Ramón Fonseca, who co-founded the law firm at the heart of the Panama Papers leak, died Wednesday night, his lawyer confirmed, while awaiting the verdict in his money-laundering trial in Panama.
Mr. Fonseca, 71, died after complications from pneumonia, his daughter, Raquel Fonseca, told the Spanish news agency EFE.
Both Mr. Fonseca and Jürgen Mossack, who together founded the Mossack Fonseca firm, stood trial in Panama last month in relation to an explosive investigation published in 2016 by a coalition of news outlets that looked at 11.5 million confidential documents from the firm. The files, leaked by an anonymous source, identified international politicians, business leaders, criminals and celebrities involved in webs of suspicious financial transactions that concealed their wealth and avoided taxes.
During the trial, which began April 8 and lasted 10 days, prosecutors alleged that the firm had created shell companies with the purpose of hiding money that came from illicit activities. A total of 29 people — former employees of the now-shuttered firm and alleged conspirators — were accused of money laundering.
Since the beginning of the scandal, Mr. Fonseca and Mr. Mossack maintained their innocence. In an interview shortly after the Panama Papers exposé broke, Mr. Fonseca said that the firm had carefully vetted its clients but that it was similar to a car factory that “is not responsible for what is done with the car” after it is sold.
Mr. Fonseca studied at the London School of Economics and later worked for several years at the United Nations in Geneva. He told The New York Times that he had been “trying to save the world.”
In 1986, he and Mr. Mossack merged their small law firms into one that would be focused on secretive offshore banking. He also became a famous novelist, twice winning a prestigious Panamanian literary prize, and served as an adviser to President Juan Carlos Varela.
The Panama Papers investigation began with a message from an anonymous whistle-blower to Süddeutsche Zeitung, a German newspaper, asking if it was interested in data. The outlet decided to share the massive leak with the International Consortium of Investigative Journalists in Washington, D.C., which put together a team of hundreds of reporters from more than 100 news organizations around the world.
The leaked files covered nearly 215,000 offshore entities and more than 14,000 banks, law firms and middlemen that worked with Mossack Fonseca. The stories by the journalism partnership began rolling out in April 2016, leading the prime ministers of Iceland and Pakistan to step down.
But in Panama, some saw the firm’s owners as victims. The country’s bar association at the time came to its defense, saying that the leak was an attempt to attack the country’s reputation.
In 2017, Mossack and Fonseca were arrested in Panama on money-laundering charges relating to a scandal in Brazil known as Lava Jato, or Car Wash, a bribery scheme involving the state-controlled oil company Petrobras. They were released on bail from prison after several months. Their firm, which at one point had more than 600 employees, closed in 2018, insisting that it hadn’t broken the law.
In the Panama Papers trial, prosecutors alleged that the firm managed shell companies with the aim of moving off-the-books money from the German electronics company Siemens that was tied to illegal payments. They also accused the firm of being involved in illicit activity connected to Argentina.
It is unclear when the judge will hand down verdicts. She is also expected to issue a decision on a trial that took place last summer in the Lava Jato case that also implicated the firm.
Mr. Fonseca had been hospitalized throughout the Panama Papers trial. His daughter told EFE that the scandal had caused his health to deteriorate.
“All of this political persecution, all of the injustices greatly affected his physical health,” she said.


▶ [Work item]:
Within the data below, copy each line where the string "tail" is found.

Records contained in a dataset:
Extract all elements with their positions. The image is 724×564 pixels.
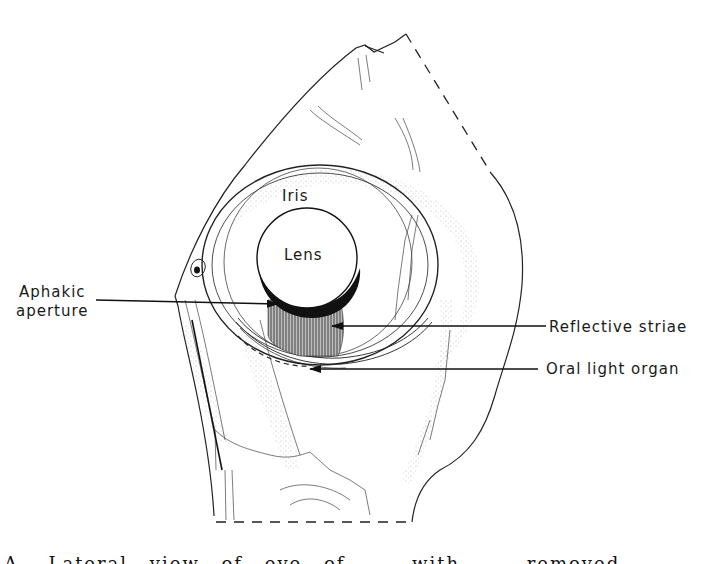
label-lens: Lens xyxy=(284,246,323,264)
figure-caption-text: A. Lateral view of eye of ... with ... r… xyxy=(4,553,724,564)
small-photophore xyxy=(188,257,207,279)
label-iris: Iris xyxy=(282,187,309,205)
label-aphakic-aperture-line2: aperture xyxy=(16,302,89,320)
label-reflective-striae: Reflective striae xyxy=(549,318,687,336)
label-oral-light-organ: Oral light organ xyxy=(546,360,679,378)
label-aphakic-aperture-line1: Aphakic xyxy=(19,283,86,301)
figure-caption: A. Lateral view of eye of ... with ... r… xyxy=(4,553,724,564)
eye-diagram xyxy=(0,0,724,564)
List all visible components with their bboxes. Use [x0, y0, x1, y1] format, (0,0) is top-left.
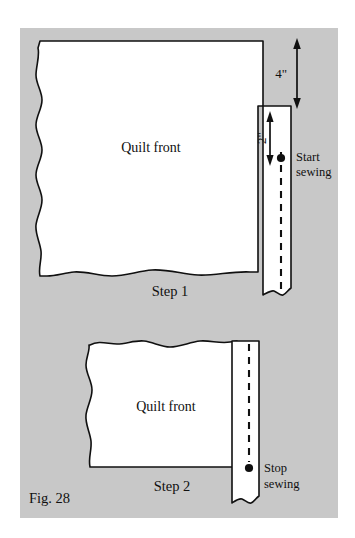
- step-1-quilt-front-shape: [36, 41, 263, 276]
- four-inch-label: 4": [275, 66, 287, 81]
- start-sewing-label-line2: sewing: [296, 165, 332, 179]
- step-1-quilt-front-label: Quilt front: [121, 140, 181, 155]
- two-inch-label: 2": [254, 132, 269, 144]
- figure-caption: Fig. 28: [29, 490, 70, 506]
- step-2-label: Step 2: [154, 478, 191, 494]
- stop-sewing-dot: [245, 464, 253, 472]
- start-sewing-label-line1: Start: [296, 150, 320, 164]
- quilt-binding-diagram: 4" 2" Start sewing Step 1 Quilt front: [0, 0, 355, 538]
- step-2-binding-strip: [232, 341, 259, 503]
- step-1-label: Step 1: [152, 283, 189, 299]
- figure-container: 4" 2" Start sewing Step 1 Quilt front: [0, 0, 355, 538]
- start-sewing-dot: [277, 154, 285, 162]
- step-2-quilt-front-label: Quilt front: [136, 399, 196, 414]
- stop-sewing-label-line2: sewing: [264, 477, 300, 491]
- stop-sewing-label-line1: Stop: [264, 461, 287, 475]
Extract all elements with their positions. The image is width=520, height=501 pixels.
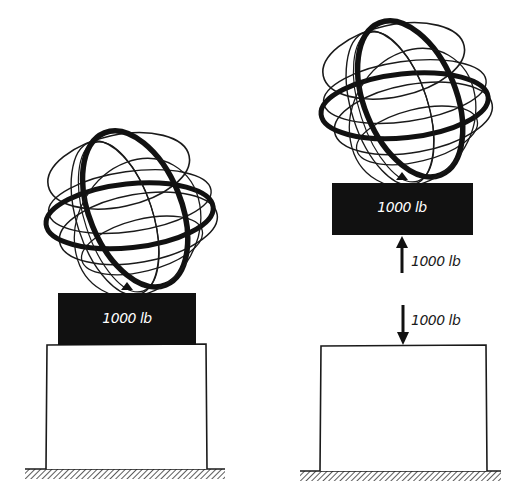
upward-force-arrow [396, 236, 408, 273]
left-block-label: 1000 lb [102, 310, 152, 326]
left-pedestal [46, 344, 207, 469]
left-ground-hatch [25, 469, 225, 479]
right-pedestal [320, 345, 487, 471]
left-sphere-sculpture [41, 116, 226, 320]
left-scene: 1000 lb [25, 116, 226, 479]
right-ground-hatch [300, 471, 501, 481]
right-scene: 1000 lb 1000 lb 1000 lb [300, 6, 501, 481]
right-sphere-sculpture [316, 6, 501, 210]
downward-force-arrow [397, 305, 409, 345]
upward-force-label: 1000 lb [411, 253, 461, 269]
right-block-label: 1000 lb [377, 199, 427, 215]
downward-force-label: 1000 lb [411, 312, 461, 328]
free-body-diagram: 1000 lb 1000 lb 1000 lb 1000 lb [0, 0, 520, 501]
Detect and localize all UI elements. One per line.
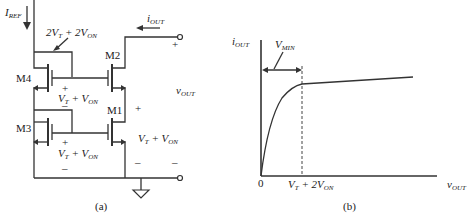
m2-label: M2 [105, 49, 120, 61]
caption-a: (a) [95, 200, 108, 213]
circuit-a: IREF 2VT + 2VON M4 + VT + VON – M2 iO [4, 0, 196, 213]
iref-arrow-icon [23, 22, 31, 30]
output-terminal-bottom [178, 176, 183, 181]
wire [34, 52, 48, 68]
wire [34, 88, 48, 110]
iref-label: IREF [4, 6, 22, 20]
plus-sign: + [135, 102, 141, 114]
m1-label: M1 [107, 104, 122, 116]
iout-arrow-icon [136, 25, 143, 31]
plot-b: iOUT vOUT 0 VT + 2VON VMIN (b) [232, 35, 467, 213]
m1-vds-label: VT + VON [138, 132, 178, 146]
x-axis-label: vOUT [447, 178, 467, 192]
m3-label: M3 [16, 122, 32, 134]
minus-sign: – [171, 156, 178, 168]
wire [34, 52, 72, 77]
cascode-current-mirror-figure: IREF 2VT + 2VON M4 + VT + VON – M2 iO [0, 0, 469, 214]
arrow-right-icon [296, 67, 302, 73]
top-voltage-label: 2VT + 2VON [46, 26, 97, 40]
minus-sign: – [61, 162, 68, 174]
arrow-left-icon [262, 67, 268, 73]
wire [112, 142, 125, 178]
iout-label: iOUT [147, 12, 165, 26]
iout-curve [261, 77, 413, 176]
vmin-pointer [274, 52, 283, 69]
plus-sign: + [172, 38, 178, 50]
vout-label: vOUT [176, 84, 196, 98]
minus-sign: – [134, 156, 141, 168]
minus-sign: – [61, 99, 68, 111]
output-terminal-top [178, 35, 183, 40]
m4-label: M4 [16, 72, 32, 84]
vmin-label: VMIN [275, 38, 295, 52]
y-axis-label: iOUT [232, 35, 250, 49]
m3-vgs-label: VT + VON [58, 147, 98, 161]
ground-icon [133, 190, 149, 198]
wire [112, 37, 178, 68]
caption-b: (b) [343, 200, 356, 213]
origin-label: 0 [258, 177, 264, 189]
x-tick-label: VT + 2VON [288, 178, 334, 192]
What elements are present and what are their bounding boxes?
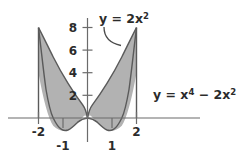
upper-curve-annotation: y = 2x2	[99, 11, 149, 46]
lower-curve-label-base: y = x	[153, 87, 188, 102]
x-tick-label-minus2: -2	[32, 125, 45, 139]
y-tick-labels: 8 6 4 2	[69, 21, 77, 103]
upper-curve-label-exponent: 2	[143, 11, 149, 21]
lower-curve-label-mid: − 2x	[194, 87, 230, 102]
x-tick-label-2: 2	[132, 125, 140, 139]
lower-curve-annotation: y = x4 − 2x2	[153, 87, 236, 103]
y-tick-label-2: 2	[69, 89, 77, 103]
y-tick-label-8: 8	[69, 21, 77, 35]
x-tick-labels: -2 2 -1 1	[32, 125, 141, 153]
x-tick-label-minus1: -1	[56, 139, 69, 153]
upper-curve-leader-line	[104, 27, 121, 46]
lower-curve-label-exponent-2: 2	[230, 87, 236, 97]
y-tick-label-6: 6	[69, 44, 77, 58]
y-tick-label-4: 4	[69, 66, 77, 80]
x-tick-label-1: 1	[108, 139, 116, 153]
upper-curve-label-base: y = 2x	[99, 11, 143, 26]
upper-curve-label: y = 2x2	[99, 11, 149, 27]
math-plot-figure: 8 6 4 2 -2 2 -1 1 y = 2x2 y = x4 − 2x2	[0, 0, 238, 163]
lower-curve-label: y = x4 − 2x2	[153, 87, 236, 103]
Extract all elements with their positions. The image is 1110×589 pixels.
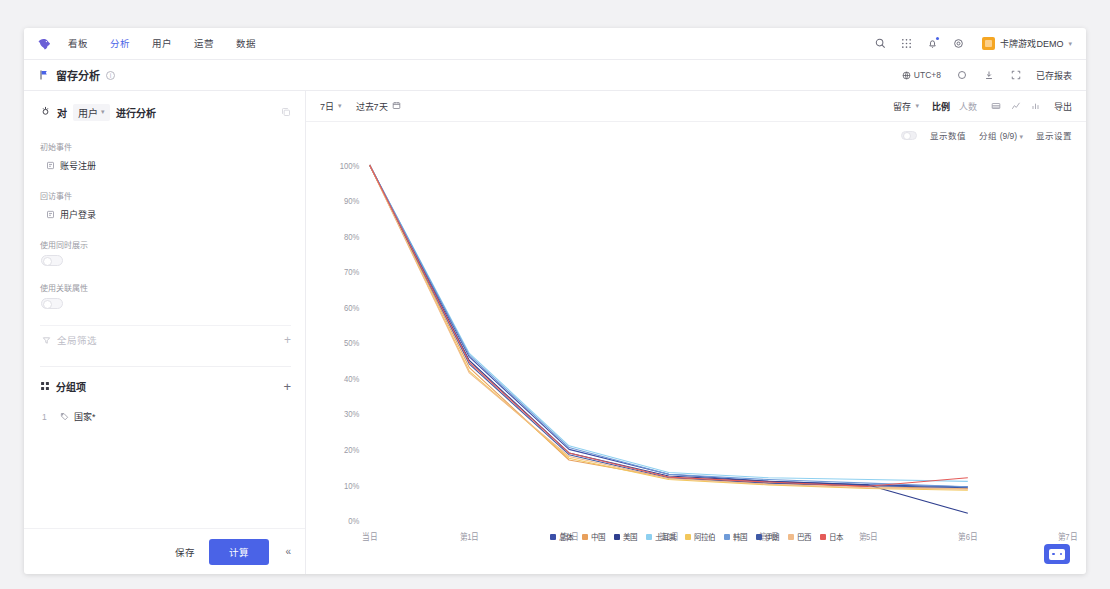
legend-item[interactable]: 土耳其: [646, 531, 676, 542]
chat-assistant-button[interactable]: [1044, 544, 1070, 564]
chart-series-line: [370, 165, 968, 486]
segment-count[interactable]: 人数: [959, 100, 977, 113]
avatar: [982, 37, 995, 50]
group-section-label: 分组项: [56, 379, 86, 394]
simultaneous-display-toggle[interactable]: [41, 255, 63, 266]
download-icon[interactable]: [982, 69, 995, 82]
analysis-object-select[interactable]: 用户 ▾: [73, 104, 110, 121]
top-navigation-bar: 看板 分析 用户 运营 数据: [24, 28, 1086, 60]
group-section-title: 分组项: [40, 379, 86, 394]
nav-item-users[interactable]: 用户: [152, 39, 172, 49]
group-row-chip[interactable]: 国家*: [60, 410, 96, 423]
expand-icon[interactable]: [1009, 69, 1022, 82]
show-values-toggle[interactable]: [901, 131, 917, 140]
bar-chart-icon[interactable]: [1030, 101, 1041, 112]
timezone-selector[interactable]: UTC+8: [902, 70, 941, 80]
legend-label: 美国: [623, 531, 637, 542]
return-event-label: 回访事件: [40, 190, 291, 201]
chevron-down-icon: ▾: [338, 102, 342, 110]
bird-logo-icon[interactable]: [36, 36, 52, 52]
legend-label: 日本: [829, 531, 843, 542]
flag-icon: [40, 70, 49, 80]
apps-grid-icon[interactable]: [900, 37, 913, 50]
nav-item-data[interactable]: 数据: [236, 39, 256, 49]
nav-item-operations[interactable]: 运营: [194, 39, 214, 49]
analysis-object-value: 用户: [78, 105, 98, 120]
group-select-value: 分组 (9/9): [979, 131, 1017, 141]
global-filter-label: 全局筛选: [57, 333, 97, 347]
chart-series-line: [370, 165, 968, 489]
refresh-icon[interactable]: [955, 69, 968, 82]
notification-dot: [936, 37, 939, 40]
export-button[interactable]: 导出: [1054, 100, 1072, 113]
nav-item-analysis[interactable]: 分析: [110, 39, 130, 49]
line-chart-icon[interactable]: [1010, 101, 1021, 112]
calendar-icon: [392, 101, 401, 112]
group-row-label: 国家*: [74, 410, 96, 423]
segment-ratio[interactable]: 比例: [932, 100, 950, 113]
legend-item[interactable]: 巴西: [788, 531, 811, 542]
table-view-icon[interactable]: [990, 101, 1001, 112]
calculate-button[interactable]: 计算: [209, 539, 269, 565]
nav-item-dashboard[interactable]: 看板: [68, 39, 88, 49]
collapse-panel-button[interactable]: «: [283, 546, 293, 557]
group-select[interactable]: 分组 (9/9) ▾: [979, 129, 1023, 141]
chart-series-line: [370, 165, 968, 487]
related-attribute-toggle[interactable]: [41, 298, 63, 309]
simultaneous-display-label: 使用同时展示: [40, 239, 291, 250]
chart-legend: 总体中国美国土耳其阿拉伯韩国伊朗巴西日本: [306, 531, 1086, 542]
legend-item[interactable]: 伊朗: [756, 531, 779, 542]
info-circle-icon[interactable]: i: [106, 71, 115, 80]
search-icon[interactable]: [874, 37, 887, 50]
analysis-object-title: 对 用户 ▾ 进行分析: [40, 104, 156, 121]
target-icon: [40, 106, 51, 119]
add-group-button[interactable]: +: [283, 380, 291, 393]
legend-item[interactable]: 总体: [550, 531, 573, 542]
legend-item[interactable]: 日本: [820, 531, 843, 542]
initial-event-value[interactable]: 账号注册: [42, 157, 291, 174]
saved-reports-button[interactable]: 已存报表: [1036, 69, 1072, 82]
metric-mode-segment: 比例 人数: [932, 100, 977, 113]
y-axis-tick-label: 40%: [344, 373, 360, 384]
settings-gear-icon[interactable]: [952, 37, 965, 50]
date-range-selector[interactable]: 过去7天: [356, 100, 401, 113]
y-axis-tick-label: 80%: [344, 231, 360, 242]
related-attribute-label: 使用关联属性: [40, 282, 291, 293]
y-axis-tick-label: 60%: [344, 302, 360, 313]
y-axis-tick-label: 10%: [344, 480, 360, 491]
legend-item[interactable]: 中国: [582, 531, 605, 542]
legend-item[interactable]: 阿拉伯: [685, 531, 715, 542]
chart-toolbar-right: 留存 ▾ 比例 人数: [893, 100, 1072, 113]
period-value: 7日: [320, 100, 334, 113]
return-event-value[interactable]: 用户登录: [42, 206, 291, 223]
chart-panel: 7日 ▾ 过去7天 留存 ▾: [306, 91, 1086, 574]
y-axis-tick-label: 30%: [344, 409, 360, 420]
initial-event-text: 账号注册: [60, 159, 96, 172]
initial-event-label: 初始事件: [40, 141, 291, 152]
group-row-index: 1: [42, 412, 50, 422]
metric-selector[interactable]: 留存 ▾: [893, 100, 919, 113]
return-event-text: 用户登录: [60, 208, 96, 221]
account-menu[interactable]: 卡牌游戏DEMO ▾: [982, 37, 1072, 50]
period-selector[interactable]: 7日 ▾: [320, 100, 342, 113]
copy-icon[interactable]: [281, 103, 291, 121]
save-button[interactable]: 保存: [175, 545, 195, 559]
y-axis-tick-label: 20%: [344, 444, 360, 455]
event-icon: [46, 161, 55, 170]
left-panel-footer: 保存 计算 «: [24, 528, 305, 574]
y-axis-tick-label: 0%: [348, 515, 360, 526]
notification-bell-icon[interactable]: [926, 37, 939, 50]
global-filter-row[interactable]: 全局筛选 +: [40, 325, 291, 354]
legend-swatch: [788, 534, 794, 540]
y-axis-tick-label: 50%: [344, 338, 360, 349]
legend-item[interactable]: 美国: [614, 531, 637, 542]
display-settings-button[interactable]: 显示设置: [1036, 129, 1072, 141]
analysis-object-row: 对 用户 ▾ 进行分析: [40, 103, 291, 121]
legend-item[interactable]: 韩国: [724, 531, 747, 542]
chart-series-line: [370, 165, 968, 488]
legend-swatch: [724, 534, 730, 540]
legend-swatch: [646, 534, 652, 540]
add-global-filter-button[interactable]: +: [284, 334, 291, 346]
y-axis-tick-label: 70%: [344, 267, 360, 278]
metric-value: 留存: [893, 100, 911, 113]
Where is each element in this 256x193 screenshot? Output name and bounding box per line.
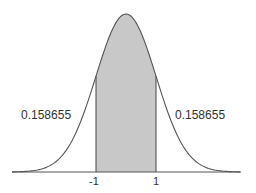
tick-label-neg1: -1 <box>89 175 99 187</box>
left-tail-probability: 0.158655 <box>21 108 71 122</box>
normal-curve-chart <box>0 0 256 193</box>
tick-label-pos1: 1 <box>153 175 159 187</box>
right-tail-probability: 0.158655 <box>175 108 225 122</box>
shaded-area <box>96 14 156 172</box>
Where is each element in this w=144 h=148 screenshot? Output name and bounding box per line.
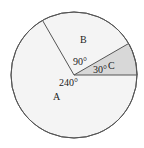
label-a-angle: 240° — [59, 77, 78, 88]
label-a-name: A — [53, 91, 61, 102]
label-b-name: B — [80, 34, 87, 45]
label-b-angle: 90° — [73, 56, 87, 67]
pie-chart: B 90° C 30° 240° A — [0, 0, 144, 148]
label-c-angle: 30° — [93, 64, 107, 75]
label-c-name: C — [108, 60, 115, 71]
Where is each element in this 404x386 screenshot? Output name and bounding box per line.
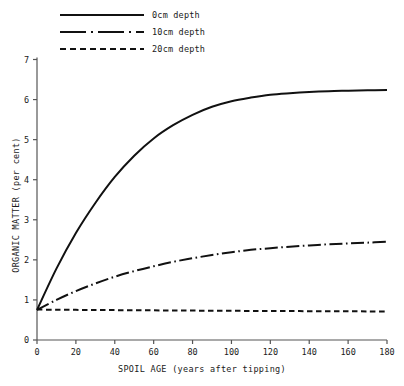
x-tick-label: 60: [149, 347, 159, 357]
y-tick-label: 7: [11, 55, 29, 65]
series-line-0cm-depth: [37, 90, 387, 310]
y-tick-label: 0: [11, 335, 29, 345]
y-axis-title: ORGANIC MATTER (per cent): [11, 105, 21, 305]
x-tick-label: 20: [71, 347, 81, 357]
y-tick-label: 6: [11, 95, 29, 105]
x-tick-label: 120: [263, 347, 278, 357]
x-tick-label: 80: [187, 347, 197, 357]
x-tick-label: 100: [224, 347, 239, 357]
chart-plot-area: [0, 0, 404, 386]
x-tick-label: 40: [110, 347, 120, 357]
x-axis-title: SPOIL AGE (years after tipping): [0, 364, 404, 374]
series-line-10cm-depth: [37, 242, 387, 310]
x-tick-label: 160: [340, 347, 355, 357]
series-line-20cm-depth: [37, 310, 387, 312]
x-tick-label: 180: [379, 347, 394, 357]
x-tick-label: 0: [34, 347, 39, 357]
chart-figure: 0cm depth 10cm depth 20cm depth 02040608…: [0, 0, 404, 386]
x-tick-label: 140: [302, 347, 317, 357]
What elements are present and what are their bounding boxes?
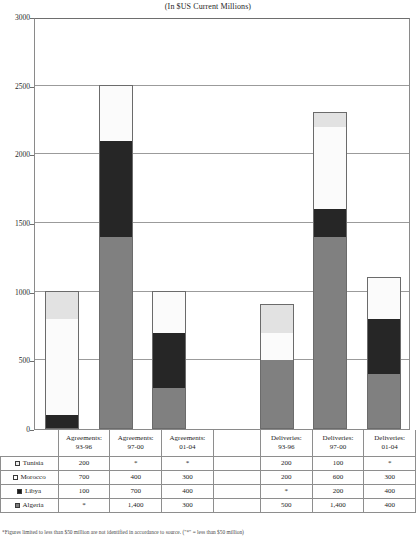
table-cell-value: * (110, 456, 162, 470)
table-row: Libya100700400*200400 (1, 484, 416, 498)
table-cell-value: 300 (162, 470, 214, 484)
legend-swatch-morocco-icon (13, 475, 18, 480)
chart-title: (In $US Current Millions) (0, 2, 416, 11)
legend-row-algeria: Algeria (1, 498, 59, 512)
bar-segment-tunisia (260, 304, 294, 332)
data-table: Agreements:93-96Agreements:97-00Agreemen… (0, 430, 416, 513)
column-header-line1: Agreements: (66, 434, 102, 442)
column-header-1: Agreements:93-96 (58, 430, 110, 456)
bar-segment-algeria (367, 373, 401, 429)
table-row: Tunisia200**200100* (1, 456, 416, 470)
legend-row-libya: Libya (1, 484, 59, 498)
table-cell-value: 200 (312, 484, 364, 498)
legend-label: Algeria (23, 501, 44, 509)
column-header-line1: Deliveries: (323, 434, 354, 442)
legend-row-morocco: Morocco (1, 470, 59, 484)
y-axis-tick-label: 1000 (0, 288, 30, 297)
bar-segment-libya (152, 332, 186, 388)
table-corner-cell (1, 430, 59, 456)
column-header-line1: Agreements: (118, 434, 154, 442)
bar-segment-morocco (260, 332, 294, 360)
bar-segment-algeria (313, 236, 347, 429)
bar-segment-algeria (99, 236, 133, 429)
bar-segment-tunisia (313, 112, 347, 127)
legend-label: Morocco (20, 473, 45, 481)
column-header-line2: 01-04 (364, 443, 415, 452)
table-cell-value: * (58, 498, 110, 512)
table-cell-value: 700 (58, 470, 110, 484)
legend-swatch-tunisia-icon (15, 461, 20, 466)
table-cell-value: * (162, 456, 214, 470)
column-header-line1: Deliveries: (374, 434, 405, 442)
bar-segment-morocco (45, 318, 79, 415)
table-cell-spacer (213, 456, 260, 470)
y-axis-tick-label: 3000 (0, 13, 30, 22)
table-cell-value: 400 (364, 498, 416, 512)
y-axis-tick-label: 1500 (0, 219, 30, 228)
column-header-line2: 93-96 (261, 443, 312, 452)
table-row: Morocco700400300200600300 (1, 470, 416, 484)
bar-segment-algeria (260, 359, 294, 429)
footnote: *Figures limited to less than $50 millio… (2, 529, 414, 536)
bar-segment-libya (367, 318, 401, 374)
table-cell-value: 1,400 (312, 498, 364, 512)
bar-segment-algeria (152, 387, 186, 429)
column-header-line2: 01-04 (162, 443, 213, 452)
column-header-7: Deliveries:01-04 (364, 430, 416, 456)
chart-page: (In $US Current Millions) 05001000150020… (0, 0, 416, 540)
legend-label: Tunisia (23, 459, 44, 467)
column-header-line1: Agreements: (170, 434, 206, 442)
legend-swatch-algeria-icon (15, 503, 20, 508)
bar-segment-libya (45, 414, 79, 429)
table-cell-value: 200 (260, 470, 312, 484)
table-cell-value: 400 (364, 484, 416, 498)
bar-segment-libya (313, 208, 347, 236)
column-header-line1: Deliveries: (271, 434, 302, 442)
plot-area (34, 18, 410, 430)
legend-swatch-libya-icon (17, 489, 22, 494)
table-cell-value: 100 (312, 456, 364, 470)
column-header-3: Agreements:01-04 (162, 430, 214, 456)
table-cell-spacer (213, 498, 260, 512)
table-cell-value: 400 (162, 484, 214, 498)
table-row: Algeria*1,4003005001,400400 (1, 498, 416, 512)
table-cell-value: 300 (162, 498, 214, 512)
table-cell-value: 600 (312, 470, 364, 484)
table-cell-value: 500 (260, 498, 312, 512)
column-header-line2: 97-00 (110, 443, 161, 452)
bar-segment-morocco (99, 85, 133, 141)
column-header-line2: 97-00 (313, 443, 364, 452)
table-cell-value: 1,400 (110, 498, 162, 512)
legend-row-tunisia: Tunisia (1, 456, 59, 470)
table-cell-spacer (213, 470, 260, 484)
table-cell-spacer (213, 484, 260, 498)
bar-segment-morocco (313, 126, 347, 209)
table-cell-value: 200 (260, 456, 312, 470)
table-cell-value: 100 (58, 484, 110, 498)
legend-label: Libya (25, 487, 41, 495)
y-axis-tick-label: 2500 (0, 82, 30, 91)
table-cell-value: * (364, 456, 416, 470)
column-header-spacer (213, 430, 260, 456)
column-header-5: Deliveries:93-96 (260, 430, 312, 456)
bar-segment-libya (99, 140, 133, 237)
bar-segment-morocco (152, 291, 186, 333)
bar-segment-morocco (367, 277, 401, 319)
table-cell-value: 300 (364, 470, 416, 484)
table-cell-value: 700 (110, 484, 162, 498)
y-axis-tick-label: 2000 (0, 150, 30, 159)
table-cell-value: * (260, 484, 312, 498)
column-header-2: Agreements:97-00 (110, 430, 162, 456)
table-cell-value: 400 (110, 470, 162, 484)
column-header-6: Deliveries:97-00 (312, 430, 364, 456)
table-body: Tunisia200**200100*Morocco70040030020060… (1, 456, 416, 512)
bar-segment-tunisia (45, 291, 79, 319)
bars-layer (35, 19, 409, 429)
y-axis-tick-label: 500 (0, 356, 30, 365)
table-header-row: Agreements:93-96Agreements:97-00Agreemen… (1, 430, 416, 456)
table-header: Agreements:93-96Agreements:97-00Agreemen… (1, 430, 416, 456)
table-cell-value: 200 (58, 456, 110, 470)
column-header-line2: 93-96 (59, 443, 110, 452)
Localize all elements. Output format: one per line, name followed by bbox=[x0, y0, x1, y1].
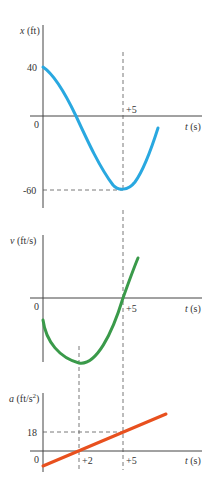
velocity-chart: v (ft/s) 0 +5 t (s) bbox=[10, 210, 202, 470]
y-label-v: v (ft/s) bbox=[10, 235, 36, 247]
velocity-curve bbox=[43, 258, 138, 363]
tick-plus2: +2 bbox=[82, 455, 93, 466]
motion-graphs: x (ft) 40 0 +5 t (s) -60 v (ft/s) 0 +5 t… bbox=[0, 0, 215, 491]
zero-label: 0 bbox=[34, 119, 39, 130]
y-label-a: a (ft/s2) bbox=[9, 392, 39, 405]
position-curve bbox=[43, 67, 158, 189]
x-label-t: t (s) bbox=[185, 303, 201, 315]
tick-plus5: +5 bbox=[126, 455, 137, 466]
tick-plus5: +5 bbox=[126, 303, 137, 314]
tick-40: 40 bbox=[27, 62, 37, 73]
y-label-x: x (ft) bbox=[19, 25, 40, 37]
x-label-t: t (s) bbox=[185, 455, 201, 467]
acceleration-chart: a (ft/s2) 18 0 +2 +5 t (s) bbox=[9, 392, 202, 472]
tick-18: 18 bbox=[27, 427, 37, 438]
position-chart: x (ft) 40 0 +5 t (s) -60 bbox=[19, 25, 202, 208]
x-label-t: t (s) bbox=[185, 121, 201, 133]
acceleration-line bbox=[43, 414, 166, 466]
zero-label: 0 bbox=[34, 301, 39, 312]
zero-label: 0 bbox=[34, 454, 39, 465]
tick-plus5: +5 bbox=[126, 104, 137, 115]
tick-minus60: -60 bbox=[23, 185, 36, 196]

▶ [Written solution]:
left-tail-probability: 0.158655 <box>21 108 71 122</box>
right-tail-probability: 0.158655 <box>175 108 225 122</box>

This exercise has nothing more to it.